Report Shows San Diego’s Innovation Economy Gaining Strength Through June

A comprehensive snapshot of San Diego’s innovation economy shows that 76 technology startups were formed during the three months that ended June 30, a nearly 20 percent increase over the 64 startups established during the same quarter last year.

Counting the 70 new tech companies formed during the first quarter, a total of 146 startups sprouted here during the first half of 2011, according to the latest Connect Innovation Report, which covers innovation activity in the San Diego area during the second quarter of 2011. The full report is available here.

Connect’s innovation report also highlights rising tech employment, a three-fold increase in the total value of M&A deals involving tech companies, and a historic high for patent applications. The report was prepared by Connect, the nonprofit group supporting San Diego innovation and entrepreneurship.

Taken as a whole, the indicators suggest that economic activity was improving for thousands of local life sciences, technology, and defense companies during the first half of 2011. For example, the 146 new companies founded during the first six months of 2011 marked a nearly 48 percent jump over the 99 new companies formed during the first half of 2010.

But the encouraging vital signs measured in the report were taken before this summer, when U.S. markets were unsettled by a variety of political and economic setbacks, both foreign and domestic.

Those broader economic concerns could have been a factor in a nationwide survey of CEO confidence conducted during the third quarter by Vistage International. The survey, which Connect included in its full report, found that small-business CEOs anticipate a slowdown in the pace of economic growth amid record-high economic uncertainty. Generally speaking, that means small companies are more cautious about making investments and slower to hire new workers. The September survey of 1,710 small business CEOs resulted in

Author: Bruce V. Bigelow

In Memoriam: Our dear friend Bruce V. Bigelow passed away on June 29, 2018. He was the editor of Xconomy San Diego from 2008 to 2018. Read more about his life and work here. Bruce Bigelow joined Xconomy from the business desk of the San Diego Union-Tribune. He was a member of the team of reporters who were awarded the 2006 Pulitzer Prize in National Reporting for uncovering bribes paid to San Diego Republican Rep. Randy “Duke” Cunningham in exchange for special legislation earmarks. He also shared a 2006 award for enterprise reporting from the Society of Business Editors and Writers for “In Harm’s Way,” an article about the extraordinary casualty rate among employees working in Iraq for San Diego’s Titan Corp. He has written extensively about the 2002 corporate accounting scandal at software goliath Peregrine Systems. He also was a Gerald Loeb Award finalist and National Headline Award winner for “The Toymaker,” a 14-part chronicle of a San Diego start-up company. He takes special satisfaction, though, that the series was included in the library for nonfiction narrative journalism at the Nieman Foundation for Journalism at Harvard University. Bigelow graduated from U.C. Berkeley in 1977 with a degree in English Literature and from the Columbia University Graduate School of Journalism in 1979. Before joining the Union-Tribune in 1990, he worked for the Associated Press in Los Angeles and The Kansas City Times.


Report each line of the data that includes the word "imaginary".

:: RECORDS PROVIDED

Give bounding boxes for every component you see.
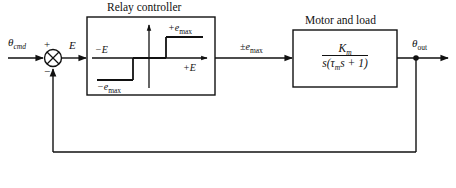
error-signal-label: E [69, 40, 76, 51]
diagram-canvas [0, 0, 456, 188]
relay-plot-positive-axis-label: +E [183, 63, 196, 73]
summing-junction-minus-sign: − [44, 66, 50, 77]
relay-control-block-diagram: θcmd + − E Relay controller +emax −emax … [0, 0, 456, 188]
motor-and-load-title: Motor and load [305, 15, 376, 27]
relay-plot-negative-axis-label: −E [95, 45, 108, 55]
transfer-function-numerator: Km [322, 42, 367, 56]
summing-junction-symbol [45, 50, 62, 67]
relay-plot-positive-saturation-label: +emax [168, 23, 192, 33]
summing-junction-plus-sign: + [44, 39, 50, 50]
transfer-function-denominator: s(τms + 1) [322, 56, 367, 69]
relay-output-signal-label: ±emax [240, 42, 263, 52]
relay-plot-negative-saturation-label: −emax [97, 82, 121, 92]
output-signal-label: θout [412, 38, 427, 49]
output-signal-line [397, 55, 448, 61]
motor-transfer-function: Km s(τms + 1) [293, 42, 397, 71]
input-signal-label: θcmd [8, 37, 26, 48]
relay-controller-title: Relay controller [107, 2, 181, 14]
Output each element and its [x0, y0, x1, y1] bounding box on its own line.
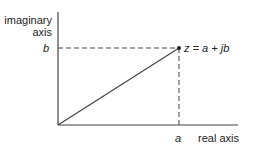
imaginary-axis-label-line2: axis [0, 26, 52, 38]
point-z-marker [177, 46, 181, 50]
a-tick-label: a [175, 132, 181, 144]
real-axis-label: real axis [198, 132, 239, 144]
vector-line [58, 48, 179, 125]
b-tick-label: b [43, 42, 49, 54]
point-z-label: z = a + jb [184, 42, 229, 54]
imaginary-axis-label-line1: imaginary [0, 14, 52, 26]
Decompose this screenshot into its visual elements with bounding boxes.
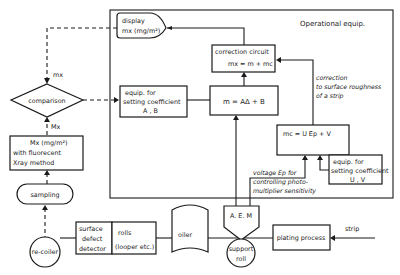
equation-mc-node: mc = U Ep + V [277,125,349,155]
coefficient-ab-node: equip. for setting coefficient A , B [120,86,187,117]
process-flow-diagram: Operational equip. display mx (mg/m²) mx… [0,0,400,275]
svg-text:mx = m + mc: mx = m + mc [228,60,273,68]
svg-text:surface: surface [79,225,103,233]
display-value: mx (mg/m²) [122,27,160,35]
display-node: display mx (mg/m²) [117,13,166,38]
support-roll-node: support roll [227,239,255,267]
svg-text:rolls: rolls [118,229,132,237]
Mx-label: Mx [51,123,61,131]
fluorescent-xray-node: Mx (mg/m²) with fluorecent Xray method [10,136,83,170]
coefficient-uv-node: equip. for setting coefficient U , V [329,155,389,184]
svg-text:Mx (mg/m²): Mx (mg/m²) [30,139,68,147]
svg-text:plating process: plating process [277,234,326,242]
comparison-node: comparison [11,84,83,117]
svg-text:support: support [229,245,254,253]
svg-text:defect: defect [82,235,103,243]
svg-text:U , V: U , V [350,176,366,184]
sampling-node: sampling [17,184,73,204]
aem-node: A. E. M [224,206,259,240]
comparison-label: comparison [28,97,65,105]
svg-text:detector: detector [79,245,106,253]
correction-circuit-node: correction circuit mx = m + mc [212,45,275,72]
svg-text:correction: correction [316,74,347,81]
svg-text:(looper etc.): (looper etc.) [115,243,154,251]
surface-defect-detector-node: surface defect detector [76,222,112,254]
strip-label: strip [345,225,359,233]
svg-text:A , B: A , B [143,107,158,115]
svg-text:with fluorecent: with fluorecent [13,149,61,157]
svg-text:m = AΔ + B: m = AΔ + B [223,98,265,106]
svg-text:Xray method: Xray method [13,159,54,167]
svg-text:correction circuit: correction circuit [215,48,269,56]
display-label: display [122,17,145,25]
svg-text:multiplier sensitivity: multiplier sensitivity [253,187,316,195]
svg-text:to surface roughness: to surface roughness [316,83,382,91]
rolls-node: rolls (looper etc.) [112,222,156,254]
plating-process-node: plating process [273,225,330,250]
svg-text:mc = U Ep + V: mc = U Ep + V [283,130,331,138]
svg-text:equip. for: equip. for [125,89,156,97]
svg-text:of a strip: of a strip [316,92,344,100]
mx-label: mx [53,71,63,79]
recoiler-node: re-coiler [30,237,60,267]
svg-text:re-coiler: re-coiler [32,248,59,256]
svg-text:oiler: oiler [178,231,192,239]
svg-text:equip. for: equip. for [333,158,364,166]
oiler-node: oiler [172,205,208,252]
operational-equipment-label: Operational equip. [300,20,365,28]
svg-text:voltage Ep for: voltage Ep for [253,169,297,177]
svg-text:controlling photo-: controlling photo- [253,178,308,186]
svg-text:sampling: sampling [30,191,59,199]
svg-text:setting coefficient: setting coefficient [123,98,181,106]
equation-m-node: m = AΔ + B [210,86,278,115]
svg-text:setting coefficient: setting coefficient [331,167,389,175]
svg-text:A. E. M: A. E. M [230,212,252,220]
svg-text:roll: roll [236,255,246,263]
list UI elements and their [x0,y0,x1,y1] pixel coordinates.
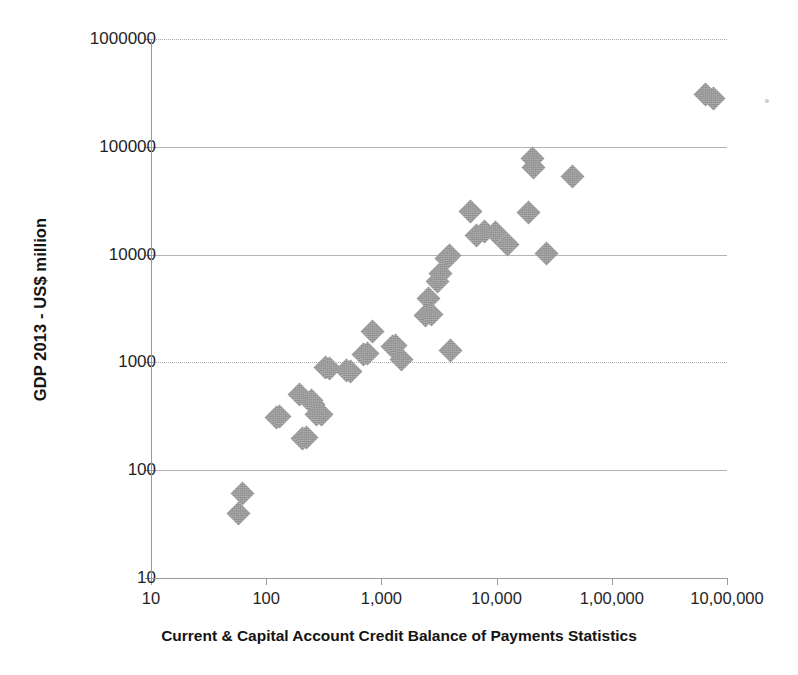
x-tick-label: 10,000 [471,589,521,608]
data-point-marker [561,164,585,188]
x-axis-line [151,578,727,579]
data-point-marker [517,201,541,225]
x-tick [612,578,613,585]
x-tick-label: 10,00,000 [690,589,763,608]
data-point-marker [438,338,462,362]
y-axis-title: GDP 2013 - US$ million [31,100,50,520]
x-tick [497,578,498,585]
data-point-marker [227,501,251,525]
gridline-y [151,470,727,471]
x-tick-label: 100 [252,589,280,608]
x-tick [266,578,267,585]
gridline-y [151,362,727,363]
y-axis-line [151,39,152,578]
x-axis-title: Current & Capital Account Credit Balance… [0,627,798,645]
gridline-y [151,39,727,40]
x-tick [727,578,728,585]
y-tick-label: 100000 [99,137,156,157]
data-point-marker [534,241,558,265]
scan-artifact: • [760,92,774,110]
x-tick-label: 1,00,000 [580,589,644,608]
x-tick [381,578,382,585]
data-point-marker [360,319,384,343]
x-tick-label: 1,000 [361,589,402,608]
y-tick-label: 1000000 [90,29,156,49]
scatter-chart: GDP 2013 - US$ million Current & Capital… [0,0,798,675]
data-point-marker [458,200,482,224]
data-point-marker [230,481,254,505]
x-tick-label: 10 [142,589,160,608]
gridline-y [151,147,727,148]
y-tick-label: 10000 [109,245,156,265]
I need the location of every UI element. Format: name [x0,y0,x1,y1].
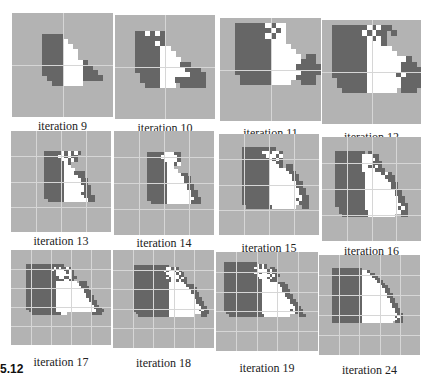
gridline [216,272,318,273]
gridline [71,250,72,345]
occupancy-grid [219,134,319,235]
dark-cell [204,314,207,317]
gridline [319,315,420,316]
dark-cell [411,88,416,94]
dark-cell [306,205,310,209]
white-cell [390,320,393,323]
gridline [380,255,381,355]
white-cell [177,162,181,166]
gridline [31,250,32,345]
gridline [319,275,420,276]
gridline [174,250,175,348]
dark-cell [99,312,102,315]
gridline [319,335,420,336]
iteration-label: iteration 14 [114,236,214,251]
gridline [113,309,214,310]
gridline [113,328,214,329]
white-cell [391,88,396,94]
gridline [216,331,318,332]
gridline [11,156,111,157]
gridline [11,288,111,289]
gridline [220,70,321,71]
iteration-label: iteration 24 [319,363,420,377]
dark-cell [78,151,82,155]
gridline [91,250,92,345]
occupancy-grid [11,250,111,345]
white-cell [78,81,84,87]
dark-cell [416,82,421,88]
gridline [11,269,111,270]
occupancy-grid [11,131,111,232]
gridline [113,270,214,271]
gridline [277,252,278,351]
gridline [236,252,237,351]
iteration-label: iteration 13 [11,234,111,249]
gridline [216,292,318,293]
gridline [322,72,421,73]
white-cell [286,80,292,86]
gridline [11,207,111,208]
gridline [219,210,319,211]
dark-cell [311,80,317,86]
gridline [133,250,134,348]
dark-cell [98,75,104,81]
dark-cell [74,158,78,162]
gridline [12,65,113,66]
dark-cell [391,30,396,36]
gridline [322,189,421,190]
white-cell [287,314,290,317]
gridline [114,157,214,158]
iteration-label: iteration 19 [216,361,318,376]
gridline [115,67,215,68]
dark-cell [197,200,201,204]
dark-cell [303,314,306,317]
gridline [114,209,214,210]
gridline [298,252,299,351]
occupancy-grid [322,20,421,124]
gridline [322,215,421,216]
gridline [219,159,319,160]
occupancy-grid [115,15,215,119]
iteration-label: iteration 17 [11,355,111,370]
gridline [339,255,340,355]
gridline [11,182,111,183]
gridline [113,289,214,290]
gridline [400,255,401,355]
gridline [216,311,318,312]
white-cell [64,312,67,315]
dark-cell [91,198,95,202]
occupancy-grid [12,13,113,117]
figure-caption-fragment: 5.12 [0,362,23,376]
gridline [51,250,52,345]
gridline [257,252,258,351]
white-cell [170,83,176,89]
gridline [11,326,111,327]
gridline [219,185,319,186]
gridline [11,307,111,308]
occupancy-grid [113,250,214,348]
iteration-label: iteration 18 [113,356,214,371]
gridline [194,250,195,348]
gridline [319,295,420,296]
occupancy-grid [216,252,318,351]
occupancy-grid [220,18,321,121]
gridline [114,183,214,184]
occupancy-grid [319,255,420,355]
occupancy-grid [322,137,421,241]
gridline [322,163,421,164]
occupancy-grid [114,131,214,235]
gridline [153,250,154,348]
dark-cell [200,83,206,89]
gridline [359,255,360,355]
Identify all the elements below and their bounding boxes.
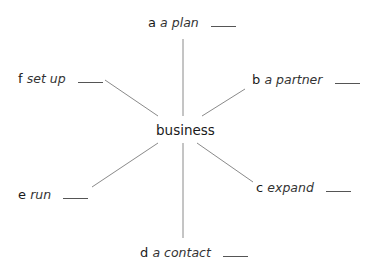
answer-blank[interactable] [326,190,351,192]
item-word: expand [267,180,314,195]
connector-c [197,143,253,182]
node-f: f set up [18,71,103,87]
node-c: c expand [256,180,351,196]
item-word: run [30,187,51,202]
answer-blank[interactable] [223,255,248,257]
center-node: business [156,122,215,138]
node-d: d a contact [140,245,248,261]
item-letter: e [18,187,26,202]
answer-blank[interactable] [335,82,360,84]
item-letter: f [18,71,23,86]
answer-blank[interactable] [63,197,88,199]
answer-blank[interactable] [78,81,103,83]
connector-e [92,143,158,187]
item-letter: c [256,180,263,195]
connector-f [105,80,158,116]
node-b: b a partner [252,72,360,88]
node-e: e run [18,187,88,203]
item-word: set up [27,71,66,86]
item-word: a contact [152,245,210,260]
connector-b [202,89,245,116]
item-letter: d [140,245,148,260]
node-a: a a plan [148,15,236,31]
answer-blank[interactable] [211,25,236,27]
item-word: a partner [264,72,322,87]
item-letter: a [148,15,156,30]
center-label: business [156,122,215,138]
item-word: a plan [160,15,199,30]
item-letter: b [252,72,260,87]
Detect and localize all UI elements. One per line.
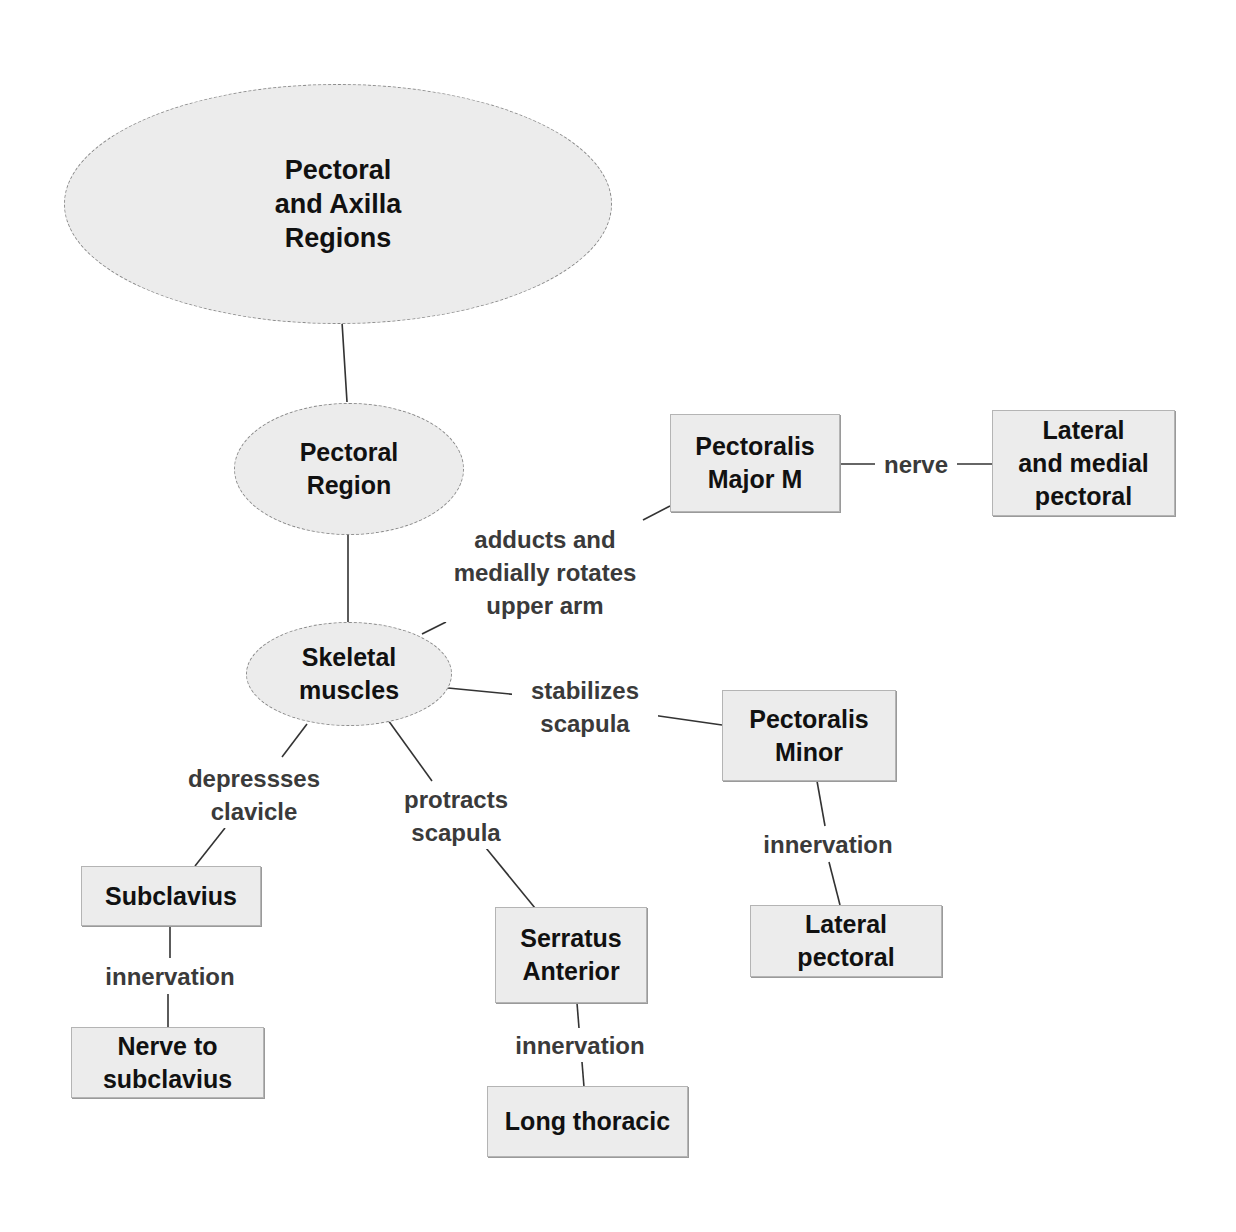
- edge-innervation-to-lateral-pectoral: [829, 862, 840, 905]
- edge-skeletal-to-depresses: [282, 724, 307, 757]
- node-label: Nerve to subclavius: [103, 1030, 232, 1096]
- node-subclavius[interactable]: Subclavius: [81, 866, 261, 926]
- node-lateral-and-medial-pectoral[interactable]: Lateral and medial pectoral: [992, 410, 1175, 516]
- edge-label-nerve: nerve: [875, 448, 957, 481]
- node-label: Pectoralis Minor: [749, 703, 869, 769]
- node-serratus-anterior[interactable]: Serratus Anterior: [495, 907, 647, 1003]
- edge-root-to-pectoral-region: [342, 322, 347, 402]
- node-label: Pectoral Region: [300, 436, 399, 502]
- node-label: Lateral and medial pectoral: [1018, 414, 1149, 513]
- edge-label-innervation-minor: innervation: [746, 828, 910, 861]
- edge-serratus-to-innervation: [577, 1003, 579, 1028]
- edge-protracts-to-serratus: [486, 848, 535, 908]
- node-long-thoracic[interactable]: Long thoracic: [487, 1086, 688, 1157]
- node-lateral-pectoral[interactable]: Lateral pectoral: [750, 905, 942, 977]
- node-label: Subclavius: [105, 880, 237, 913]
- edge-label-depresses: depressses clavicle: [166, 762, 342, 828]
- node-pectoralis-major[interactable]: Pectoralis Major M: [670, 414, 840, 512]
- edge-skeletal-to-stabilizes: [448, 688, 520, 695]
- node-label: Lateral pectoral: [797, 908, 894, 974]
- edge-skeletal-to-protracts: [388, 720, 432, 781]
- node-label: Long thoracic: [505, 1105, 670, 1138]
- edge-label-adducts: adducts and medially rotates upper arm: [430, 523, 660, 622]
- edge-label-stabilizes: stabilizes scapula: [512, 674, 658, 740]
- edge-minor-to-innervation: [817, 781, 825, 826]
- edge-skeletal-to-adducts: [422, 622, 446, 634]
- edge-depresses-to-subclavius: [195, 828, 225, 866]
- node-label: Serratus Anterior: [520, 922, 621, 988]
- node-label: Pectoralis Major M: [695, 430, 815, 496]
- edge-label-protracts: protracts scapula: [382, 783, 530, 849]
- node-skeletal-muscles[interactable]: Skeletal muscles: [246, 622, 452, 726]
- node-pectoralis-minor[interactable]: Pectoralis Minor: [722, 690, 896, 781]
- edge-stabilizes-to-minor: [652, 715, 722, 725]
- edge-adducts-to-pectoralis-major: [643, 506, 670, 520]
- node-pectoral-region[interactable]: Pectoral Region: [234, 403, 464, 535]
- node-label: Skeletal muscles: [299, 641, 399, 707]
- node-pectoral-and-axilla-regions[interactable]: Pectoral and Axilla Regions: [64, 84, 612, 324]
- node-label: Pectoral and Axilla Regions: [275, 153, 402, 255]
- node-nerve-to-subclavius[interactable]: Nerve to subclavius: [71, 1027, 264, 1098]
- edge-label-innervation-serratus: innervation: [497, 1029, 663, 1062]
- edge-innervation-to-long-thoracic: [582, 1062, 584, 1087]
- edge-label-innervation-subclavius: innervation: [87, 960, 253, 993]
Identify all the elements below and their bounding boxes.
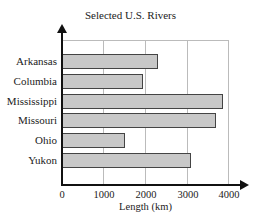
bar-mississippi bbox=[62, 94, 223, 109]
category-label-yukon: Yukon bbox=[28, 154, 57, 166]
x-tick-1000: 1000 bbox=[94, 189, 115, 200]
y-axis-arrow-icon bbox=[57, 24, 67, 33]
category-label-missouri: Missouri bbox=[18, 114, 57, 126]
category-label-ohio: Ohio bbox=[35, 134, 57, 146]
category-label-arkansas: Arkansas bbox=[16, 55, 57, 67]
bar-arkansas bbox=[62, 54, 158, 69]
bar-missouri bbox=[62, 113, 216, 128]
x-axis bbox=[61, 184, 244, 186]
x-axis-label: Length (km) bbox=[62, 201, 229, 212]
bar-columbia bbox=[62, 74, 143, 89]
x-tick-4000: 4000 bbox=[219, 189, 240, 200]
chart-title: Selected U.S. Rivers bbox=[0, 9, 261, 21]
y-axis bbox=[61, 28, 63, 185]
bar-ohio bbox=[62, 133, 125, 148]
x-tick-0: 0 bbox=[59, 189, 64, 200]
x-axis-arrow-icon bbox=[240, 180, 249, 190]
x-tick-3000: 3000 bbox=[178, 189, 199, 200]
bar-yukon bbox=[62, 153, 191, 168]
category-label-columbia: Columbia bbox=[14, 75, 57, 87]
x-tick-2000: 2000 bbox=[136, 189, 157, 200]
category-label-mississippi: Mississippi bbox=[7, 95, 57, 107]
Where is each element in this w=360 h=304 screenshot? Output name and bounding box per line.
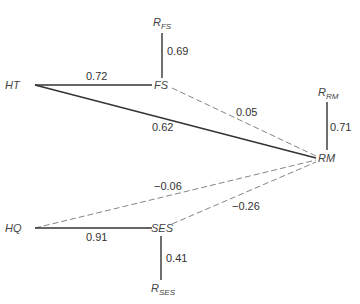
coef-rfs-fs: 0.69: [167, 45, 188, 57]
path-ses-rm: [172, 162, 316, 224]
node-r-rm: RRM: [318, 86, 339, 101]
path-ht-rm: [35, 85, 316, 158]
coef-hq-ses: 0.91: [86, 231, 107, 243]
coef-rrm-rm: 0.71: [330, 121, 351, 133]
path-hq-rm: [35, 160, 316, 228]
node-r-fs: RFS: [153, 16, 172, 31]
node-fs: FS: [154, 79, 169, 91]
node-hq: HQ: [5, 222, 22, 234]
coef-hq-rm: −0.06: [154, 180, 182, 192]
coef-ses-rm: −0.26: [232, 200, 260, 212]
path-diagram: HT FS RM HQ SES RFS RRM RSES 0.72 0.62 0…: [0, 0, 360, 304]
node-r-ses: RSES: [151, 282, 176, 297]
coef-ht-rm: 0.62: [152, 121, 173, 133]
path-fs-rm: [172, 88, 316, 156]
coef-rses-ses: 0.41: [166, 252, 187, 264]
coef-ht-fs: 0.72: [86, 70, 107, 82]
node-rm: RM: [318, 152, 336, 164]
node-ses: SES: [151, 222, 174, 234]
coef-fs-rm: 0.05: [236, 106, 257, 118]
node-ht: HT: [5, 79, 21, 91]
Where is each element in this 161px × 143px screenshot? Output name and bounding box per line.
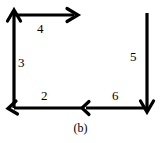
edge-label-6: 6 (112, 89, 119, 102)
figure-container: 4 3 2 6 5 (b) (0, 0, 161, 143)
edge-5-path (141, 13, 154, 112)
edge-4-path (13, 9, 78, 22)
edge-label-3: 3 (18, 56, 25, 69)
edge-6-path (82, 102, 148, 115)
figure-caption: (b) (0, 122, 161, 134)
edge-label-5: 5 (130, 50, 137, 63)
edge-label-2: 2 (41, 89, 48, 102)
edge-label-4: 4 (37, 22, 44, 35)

::::

### TASK OUTPUT
imaginary-axis-label-line2: axis [0, 26, 52, 38]
imaginary-axis-label-line1: imaginary [0, 14, 52, 26]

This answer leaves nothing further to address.